Typically, human relationships are portrayed simplistically, with romantically involved couples never hesitating to help each other become heroes of the revolution.

There is no complex web of psychology, personality diversity, or unexpected events that are often part of the ordinary lives of individuals. North Korean literature is full of lifeless, sterile language, which is to be expected given the limited vocabulary that the North Korean state makes available to the public.

Graphic arts

North Korea has distinct graphic arts related to a mix of traditional Korean drawing and Western watercolor techniques. Large art murals are often seen on public buildings in North Korea, and the theme is often the adoration of the leaders, typically Kim Il Sung in the center, larger than that of other people around him.

People of all ages, occupations and clothing surround him with adoration and admiration in their eyes. The commission of this type of art is carried out by the State, and in this sense, there is no private artist.

Large sculptures that patriotically represent history, such as Korean War heroes and anti-Japanese guerrillas, are also common; they are usually depicted in the Soviet style.

No individual artist is endorsed in this type of public art display. North Korea cannot miss statues and sculptures, paintings and even embroidery depicting Kim Il Sung and his family in an embellished form.

These are displayed in public spaces; In terms of art to buy privately, there are paintings and other products that use traditional Korean (or East Asian) ink or oil paint. These are most easily found in international hotel shops and are not available for ordinary citizens to purchase.

Performing arts

Under the direct intervention of Kim Jong Il, a new form of cinema has emerged in North Korea, especially since the 1980s. Sin Sang-ok and Ch’oi Un-hui – married former South Korean citizens, a director husband and an actress wife – played a major role in introducing this remake of the North Korean film.

The Sin-Ch’oi team, which was supported by Kim Jong Il, produced many realistic films.

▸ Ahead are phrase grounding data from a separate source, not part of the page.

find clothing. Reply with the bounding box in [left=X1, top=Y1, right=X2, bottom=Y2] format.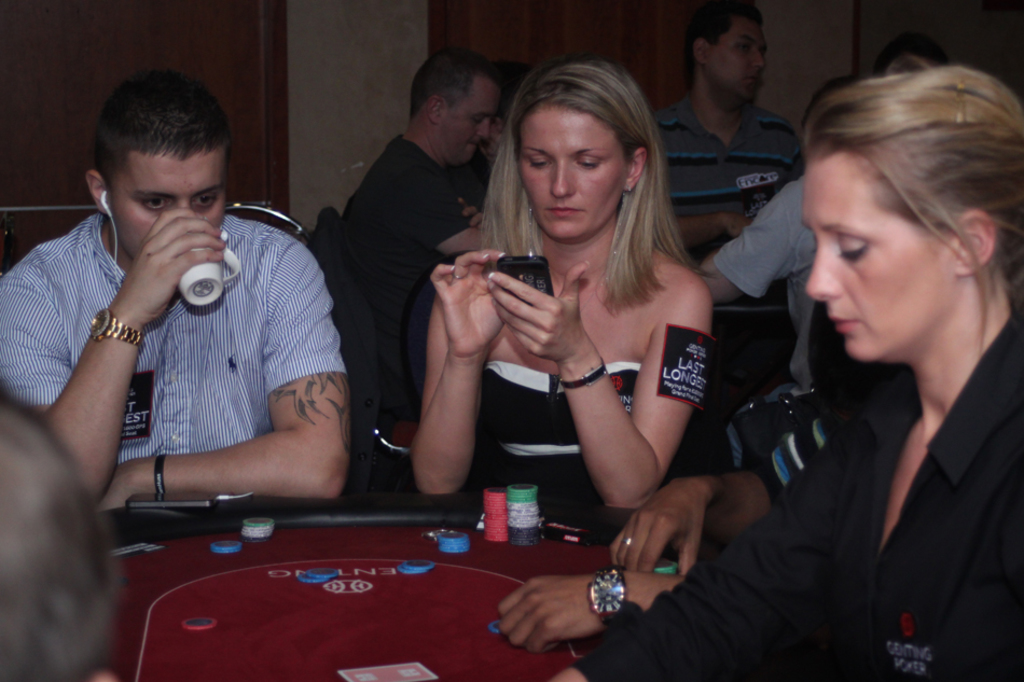
[left=0, top=215, right=348, bottom=455].
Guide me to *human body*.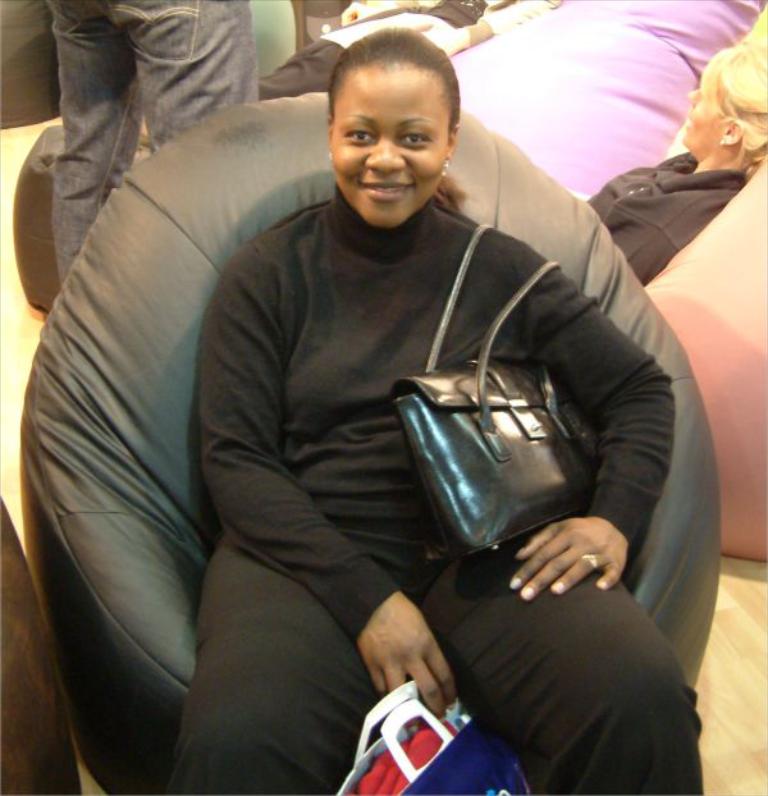
Guidance: locate(36, 14, 717, 795).
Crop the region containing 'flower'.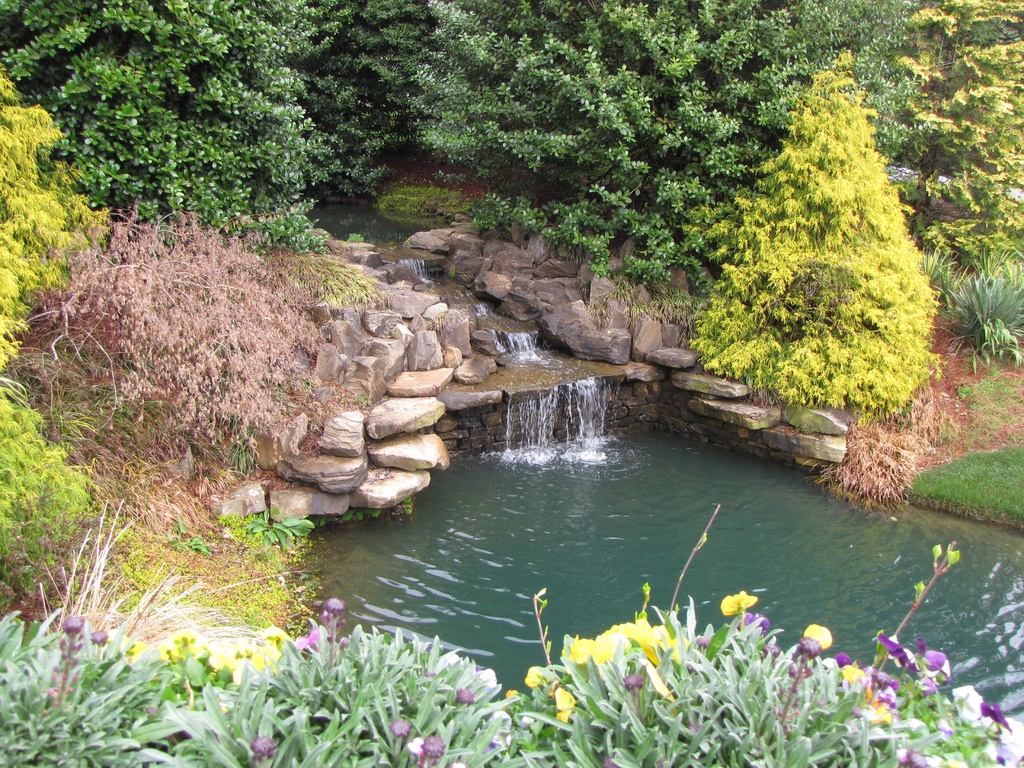
Crop region: pyautogui.locateOnScreen(92, 630, 106, 647).
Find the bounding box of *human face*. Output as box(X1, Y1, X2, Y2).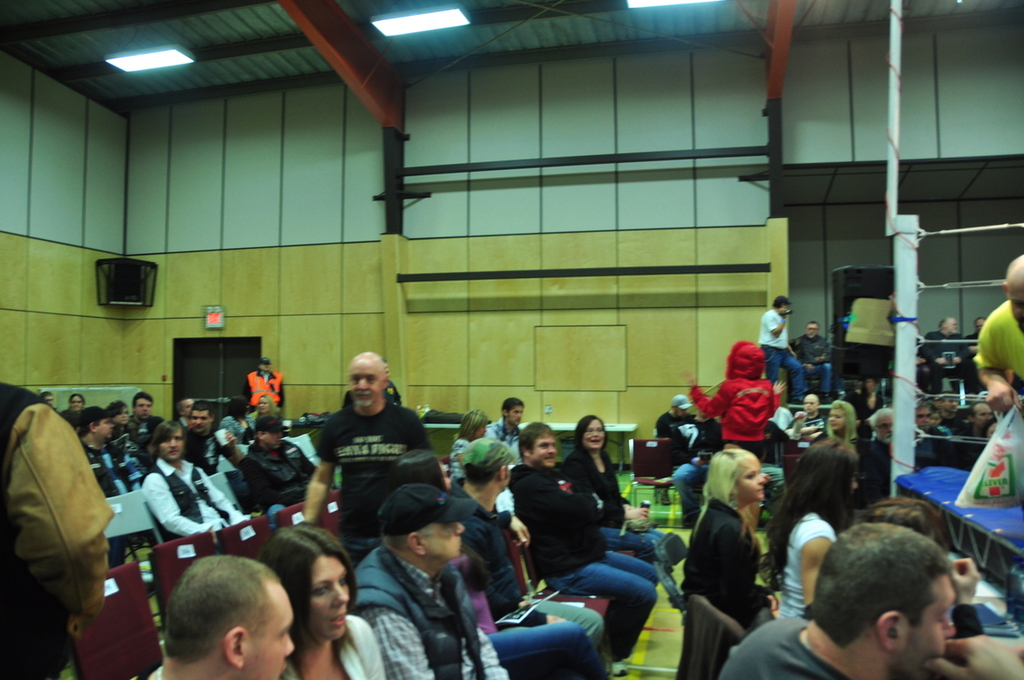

His work is based on 1930s Korean literature, heavily influenced by Russian realism and the Japanese proletarian literary movement.

Classics such as Ch’oi So-hae’s Blanket were made into films depicting family life and the misery of poverty in unprecedentedly vivid style. Also popular was the long-running series Unnamed Heroes, which depicted the romantic relationships between North Korean spies who worked undercover in South Korea after the Korean War.

Movies in North Korea are cheap entertainment for the general public, while other more specialized genres, such as circuses or song-and-dance ensembles, are reserved for foreign guests and domestic festivals.

Only selected people – either because of their revolutionary heritage or because they are recognized as worthy contributors to the revolution – are invited to enjoy this entertainment.